I am going to be entirely honest and admit that Dark following me into the kitchen requires a small adjustment period, because Dark in my kitchen is a considerable physical presence and the kitchen is not a large room. He leans against the counter in the way that Hex leans against the counter, which is presumably a shadow being thing, and watches me fill the kettle with the amber eyes thatare warm and steady and much easier to look at than I expected given how frightening he was the first time I saw him.

“You’re handling this well,” he says.

“I’m making tea,” I say. “Anyone can make tea.”

“That’s not what I meant.”

I know it’s not what he meant. I busy myself with mugs. “I’m not sure I have much choice.”

“You have plenty of choice.” He crosses his arms. “You could have told him to leave days ago. Could have broken the bond. Could have decided this wasn’t worth it.”

I think about that. I think about all the mornings and all the rearranged bookshelves and the blue jumper and the family dinner and the hallway with the blown lightbulbs, but all the glass carefully swept up.

“No,” I say. “I really couldn’t have.”

Dark looks at me for a moment. Something shifts in his expression, settling into something warmer than before. “No,” he agrees. “I don’t think you could.”

We take the tea through. In the living room, Night and Hex are talking in low voices, heads close together, and there is something about the quality of their conversation that makes me slow my steps. It’s not secretive exactly. Serious. The kind of serious that comes with genuine stakes and genuine history. Night is talking, Hex is listening, and the easy charm has stepped aside again in favour of that older, quieter thing.

I set the mugs down and sit on the sofa and try to look like I’m not watching.

I am absolutely watching.

I notice things. Small things, the kind you file away without meaning to. The way Hex tilts his head when Night says something he’s weighing up. The particular set of his shoulders when he’s thinking, different from the lazy confidence he wears the rest of the time. The sound of his voice in a language I don’t know, low andcertain, nothing like the voice he uses with me, but is still entirely recognisably him.

I notice these things and I put them somewhere careful.

The preparation takes most of the evening. I don’t understand any of it. There are conversations in a language I don’t know, and at one point all three of them do something together that makes the shadows in the room move in ways shadows are not supposed to, and the temperature fluctuates in a way that has nothing to do with the radiator. I sit on the sofa with my tea and my book that I haven’t read a single word of and try to be useful by staying out of the way.

At some point, I take the ring out of my pocket.

I don’t decide to. The metal is warm from being carried all day, and I’m just turning it over in my fingers the way I’ve taken to doing when I’m thinking about something I’m not ready to think about directly, I do it without really noticing I’m doing it.

Night notices.

He goes very still in the middle of whatever he was saying.
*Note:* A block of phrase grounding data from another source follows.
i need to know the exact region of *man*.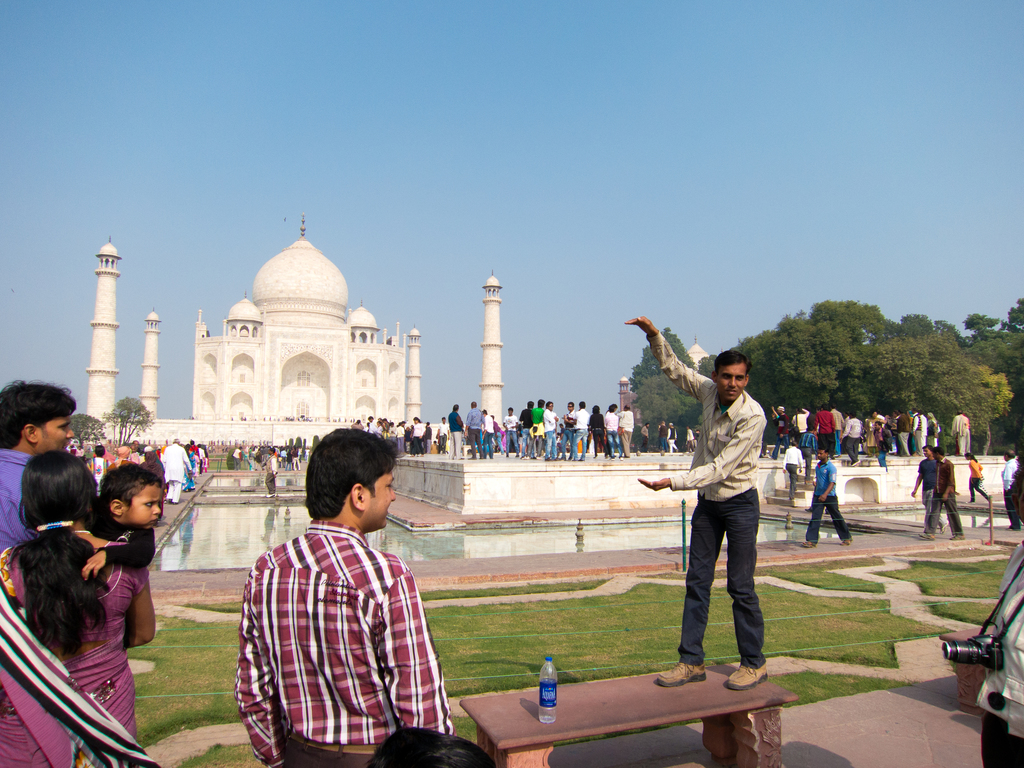
Region: detection(664, 418, 678, 452).
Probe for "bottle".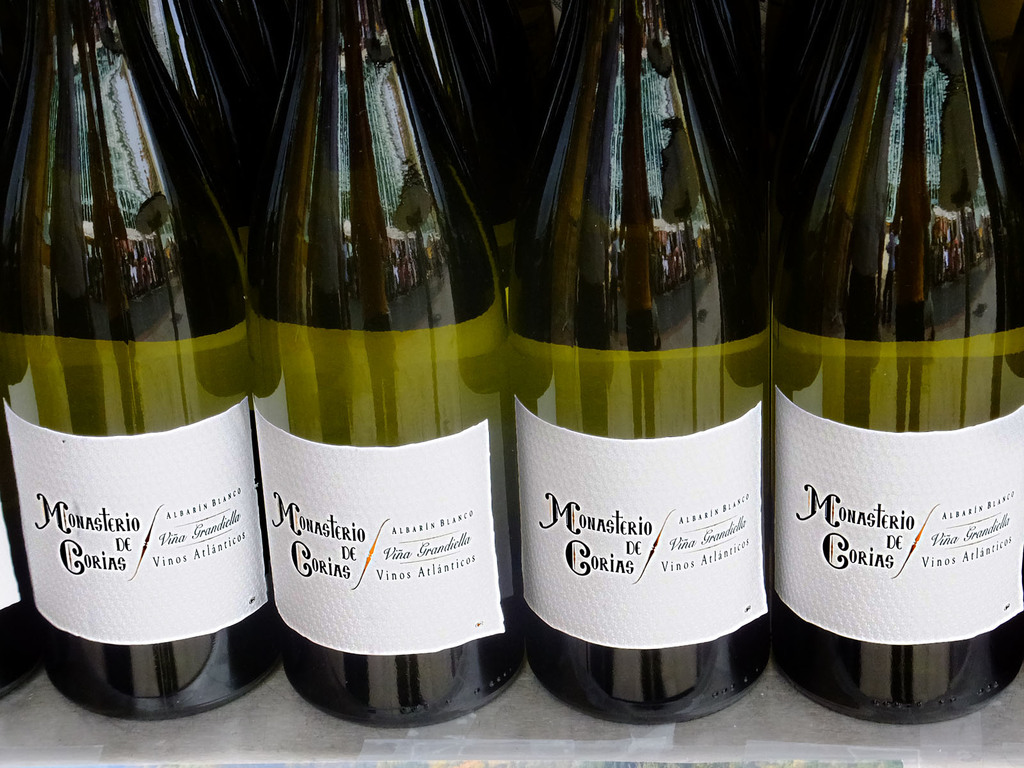
Probe result: [503, 8, 788, 721].
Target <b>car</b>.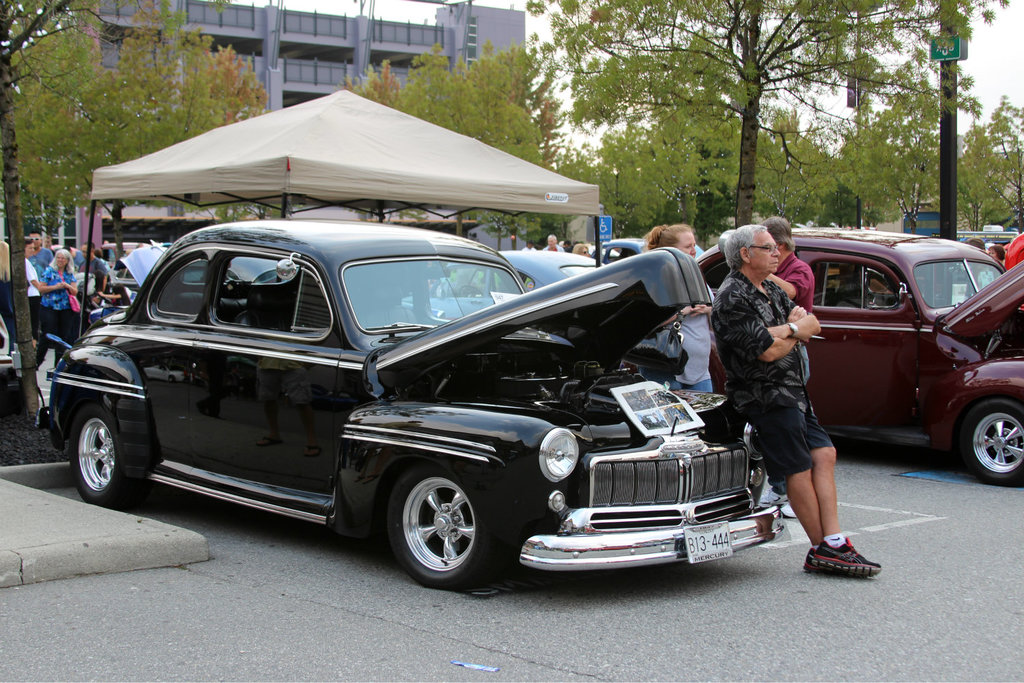
Target region: <region>0, 307, 14, 387</region>.
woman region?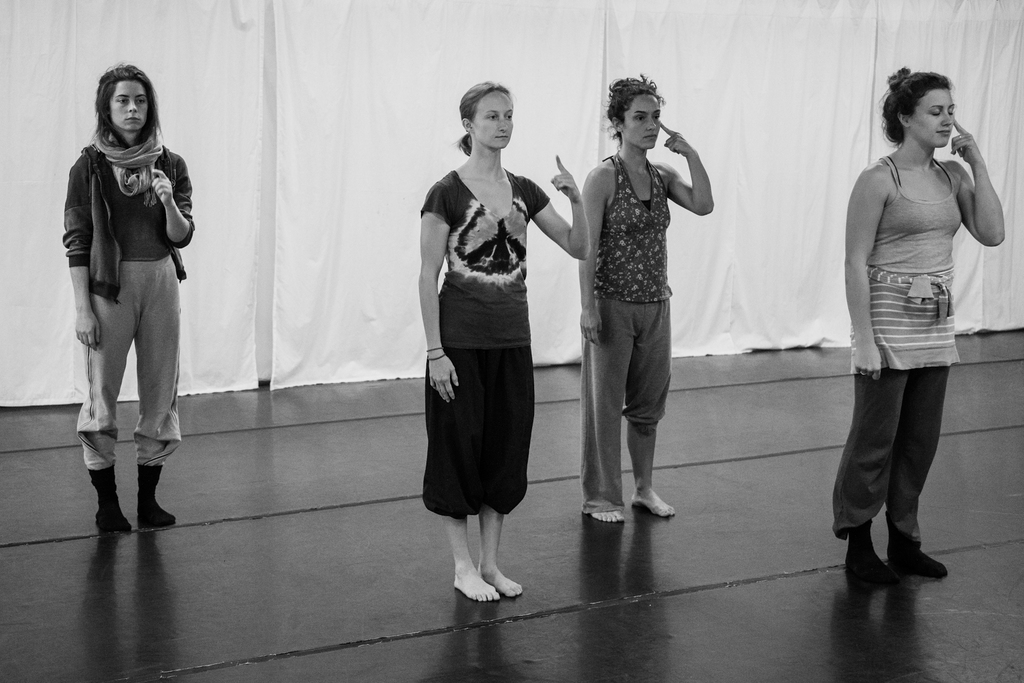
568:67:714:529
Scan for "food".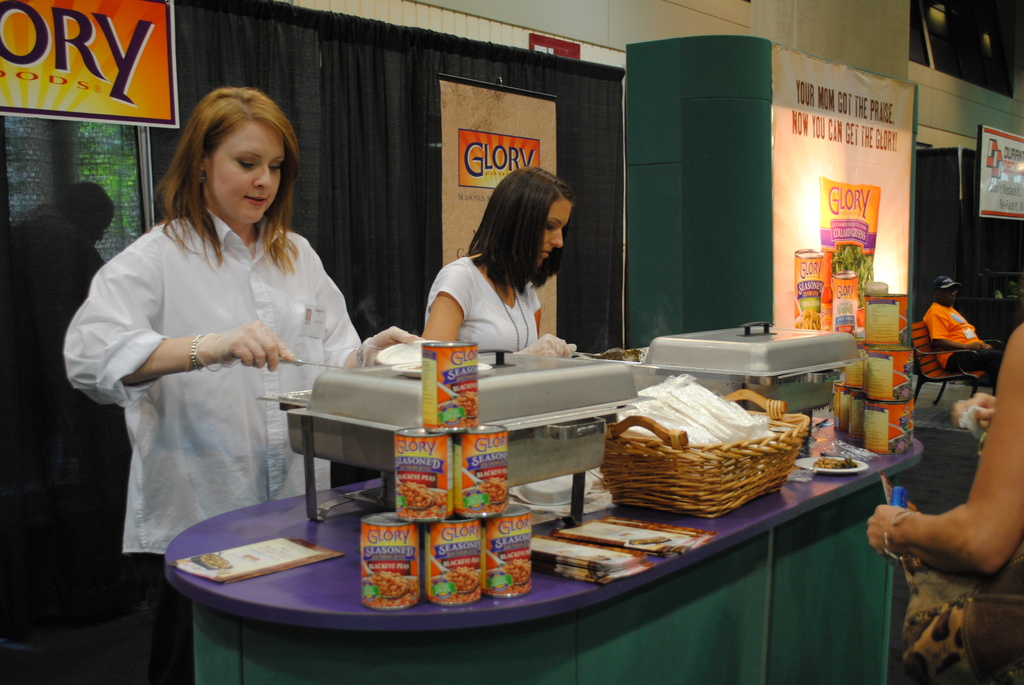
Scan result: {"left": 476, "top": 475, "right": 509, "bottom": 502}.
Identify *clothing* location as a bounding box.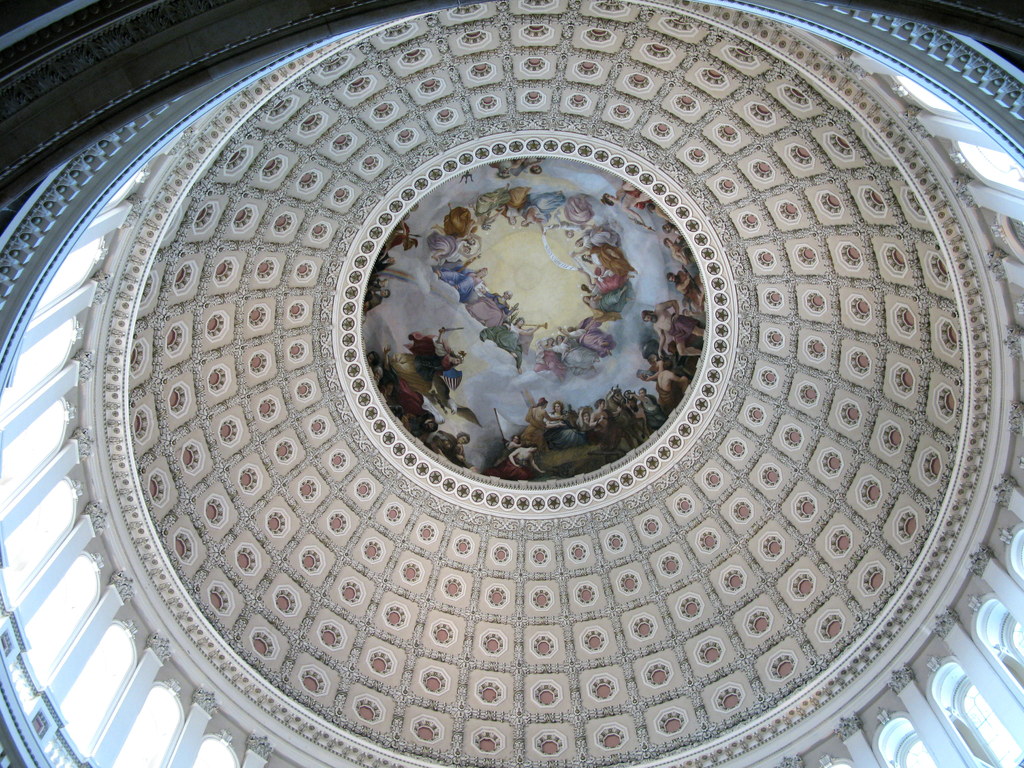
crop(596, 410, 633, 449).
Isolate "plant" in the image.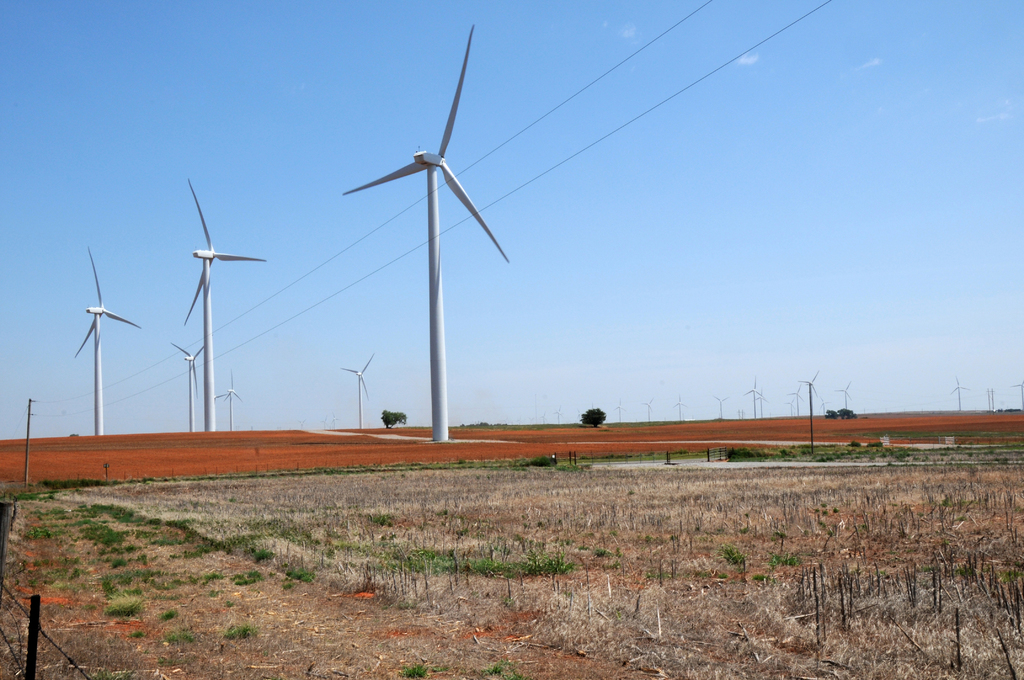
Isolated region: locate(481, 659, 515, 679).
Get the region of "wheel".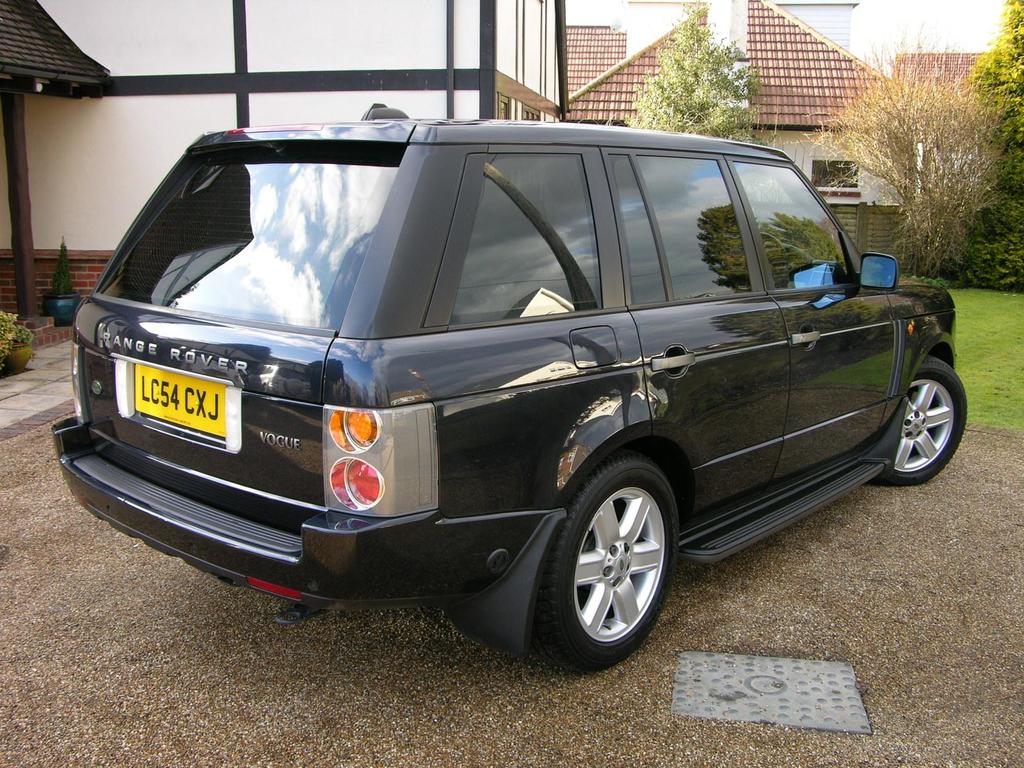
[756, 232, 787, 281].
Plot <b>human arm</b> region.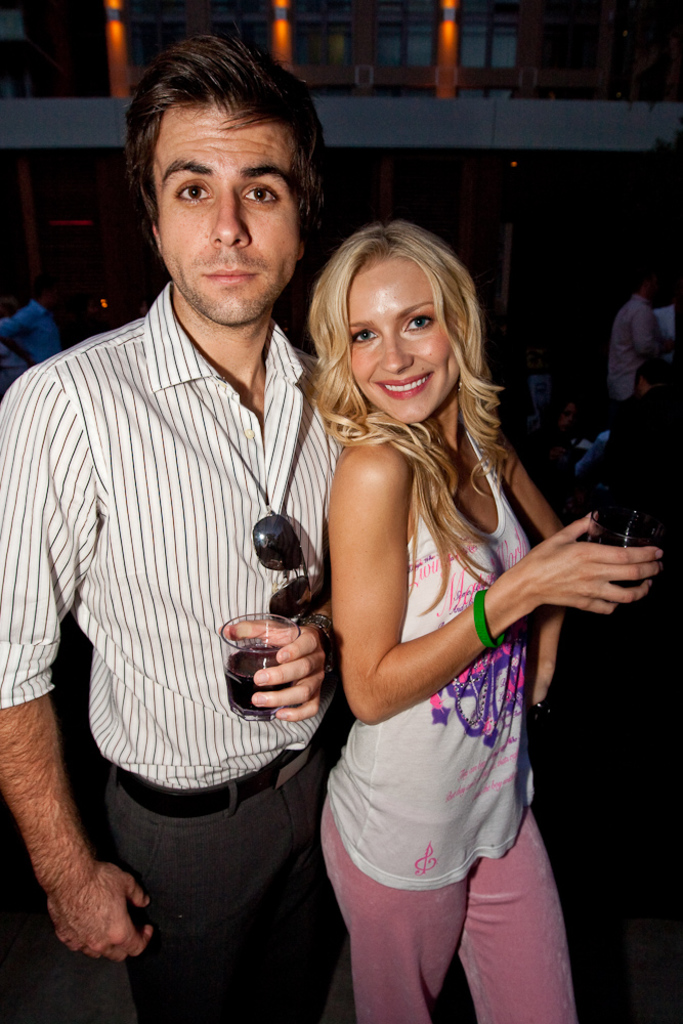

Not dramatically. Just a pause, a fraction of a second, the way someone pauses when they see something they weren’t expecting. His emerald eyes drop to my hand, to the ring, and then move immediately to Hex.

Hex doesn’t look up. He is looking at something Night brought with him, a piece of something dark and flat that might be a map or might be something else entirely, and his expression doesn’t change at all.

But he knows. I’m certain he knows without looking up that Night had seen it.

Dark has gone still too, across the room, with a different quality of stillness from his brother. Where Night went quiet, Dark’s stillness has a weight to it, something that sits in the room without announcing itself. He looks at the ring in my hand and then at Hex and then at Night, and something passes between the brothers inthe way things pass between people who have known each other long enough not to need words for it.

I look at the ring. I look at Hex. He is still looking at the map or whatever it is, entirely absorbed, and he does not look at me.